On 6/30/26 08:30, David Hildenbrand (Arm) wrote:
> On 6/29/26 23:50, Michael S. Tsirkin wrote:
>> On Mon, Jun 29, 2026 at 11:22:11PM +0200, David Hildenbrand (Arm) wrote:
>>> [...]
>>>
>>>
>>> Fully agreed. I was hoping RCU was cheaper (I mean, we were once told that RCU
>>> read side locking is essentially for free ... well in some configs :) )
>>>
>>> The question if we could optimize it reasonably enough ...
>>>
>>>
>>> ... for example, by doing the rcu read lock + unlock around the
>>>
>>> for (i = 1; i < (1 << order); i++) {
>>>
>>> loop on the alloc path.
>>
>> Is this different from what this patch is doing?
>
> Ah, I missed that we batch this already. We could make it include the
>
> page_cpupid_reset_last(page);
> page->flags.f &= ~PAGE_FLAGS_CHECK_AT_PREP;
>
> As well, to reduce from 3 to 1 locks.
>
> So I guess there is potential for optimization.
>
> [...]
>
>>
>>> I concluded, similar to Andi, that stop_machine() is too big of a hammer.
>>>
>>> I wonder if something could be built out of preempt_disable() and sync SMP
>>> calls. hmm :(
>>
>> rcu_lock is basically same as preempt_disable if rcu is non preemptible,
>> no?
>
> Yes.

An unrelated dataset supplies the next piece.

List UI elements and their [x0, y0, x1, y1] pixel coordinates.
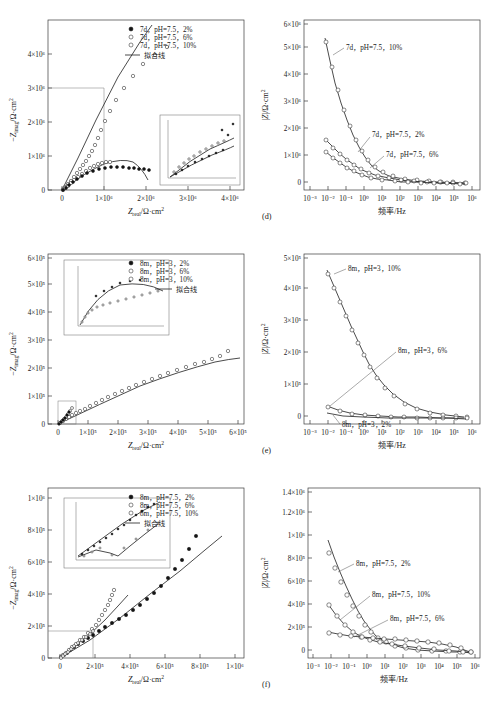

See my other mail, I learned that preempt_disable() should likely just do
> for our use case. So the preemptible RCU case would not matter.
>
> I assume that's as good as it gets.
>
> 1) Use preempt_disable/preempt_enable to protect
> 2) Batch as good as possible in the page allocator
>
> If the overhead is then still noticeable, there is not a lot we can do to handle
> this cleanly I'm afraid.

FWIW, there seems to be preempt_enable_no_resched() that is a bit more
lightweight. I'm sure there is some downside, but it might be worth a try.